Apart from wasting huge segments of my time, I’ve always thought that these endless distractions are relatively harmless pursuits. 

“Machinery” or “Messi” porn is surely a better bet than the other sort. But am I kidding myself? Am I being complacent about my Youtube habit?

What can explain my obsession with watching all those John Deere tractors or Claas combines going about their superbly synchronised manoeuvres?

Is it a secret desire that one day I will be able to afford kit of this quality?

There are all sorts of farming videos to watch on the internet, including “farmers’ diaries” that show farmers doing their daily farming routines. These are not for me.

Here I sit, congratulating myself on managing to get work done on my farm with equipment thatis so old it has started to appreciate in value as “collectable vintage”

Their mundane subject matter (mending a cattle feeder or loading a very large trailer with dung) is just too close to my own working day for it to be entertaining.

On reflection, I think the truth about my addiction to high-tech videos can be explained this way.

An important discipline of farming the mostly very low-quality land that predominates in my home county of East Sussex is keeping machinery expenditure to a minimum.

I used to submit my accounts to the government’s annual Farm Income Survey, and they were always very interested in my machinery replacement policy. 

While my crop yields, lambing percentages and beef finishing weights were invariably poor to average, one figure stood out: my machinery depreciation per hectare was a quarter of the average for a typical farm of my type and size. 

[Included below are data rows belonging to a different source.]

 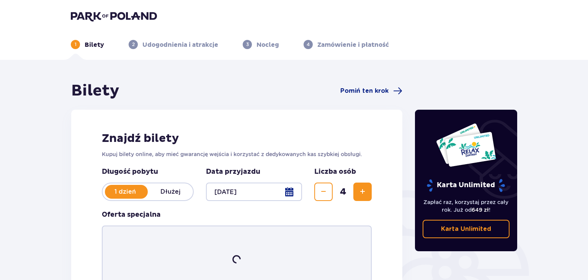 What do you see at coordinates (466, 229) in the screenshot?
I see `a: Karta Unlimited` at bounding box center [466, 229].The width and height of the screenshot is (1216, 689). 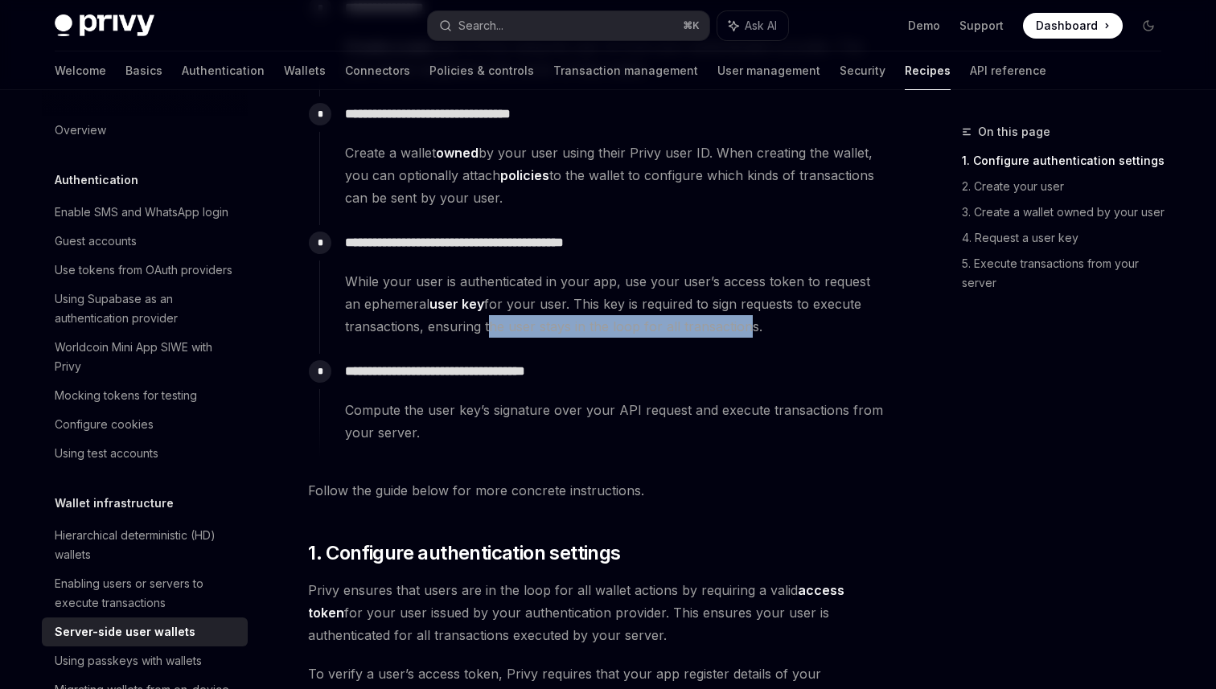 I want to click on a: Policies & controls, so click(x=482, y=71).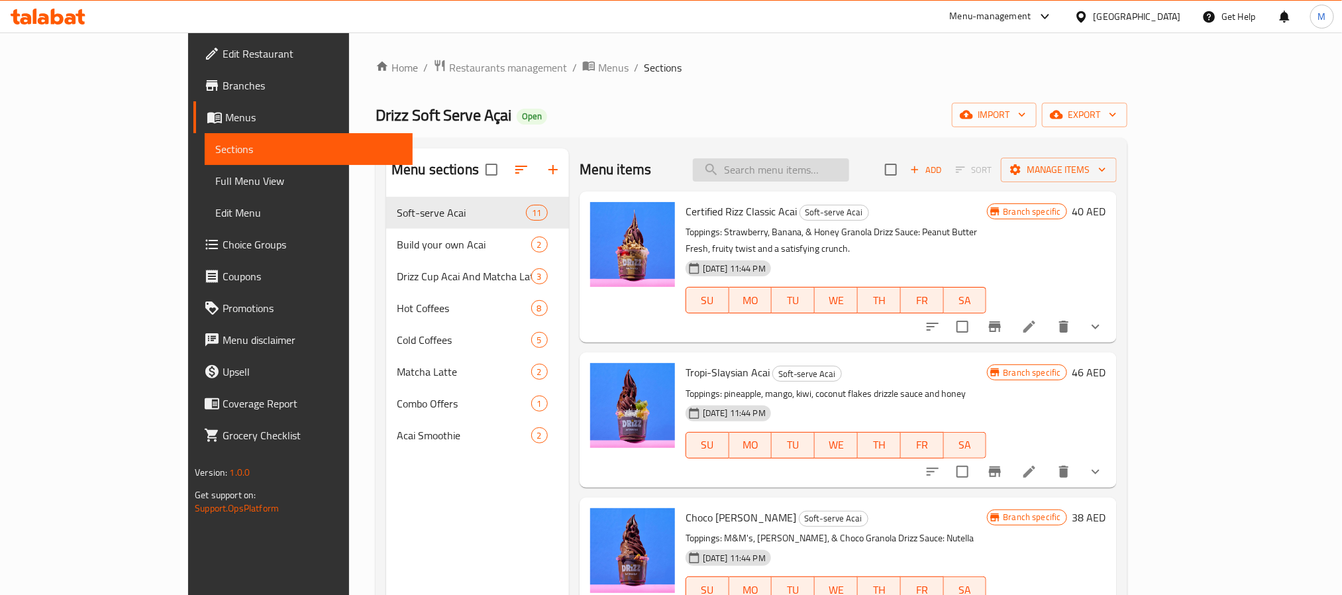  Describe the element at coordinates (922, 300) in the screenshot. I see `button: FR` at that location.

I have never forgotten how impressed the University of London academics were by my featherlight investment in kit.

So, is it some sort of bizarre inverted snobbery that drives my obsession with tractor videos?

Here I sit, congratulating myself on managing to get work done on my farm with equipment that, in some cases, is so old that it has started to appreciate in value as “collectable vintage”.

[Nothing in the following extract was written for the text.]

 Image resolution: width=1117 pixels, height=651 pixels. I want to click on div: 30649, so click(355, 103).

I am proud that my chequebook sits gathering dust in a forgotten drawer; I’m still in business. The truth is, my obsession with tractor videos is nothing more than harmless escapism.

I wish I could say the same about the Messi sequences. I still play football twice a week, but teammates have started to observe disturbing changes in my behaviour after scoring a goal. 

Rather than politely thanking someone for the assist, I now run to the touchline to milk applause from a non-existent crowd, kiss my shirt, remove it and finally wave it over my head. 

Whatever the algorithms suggest, I will have to try to stick to just tractor videos from now on.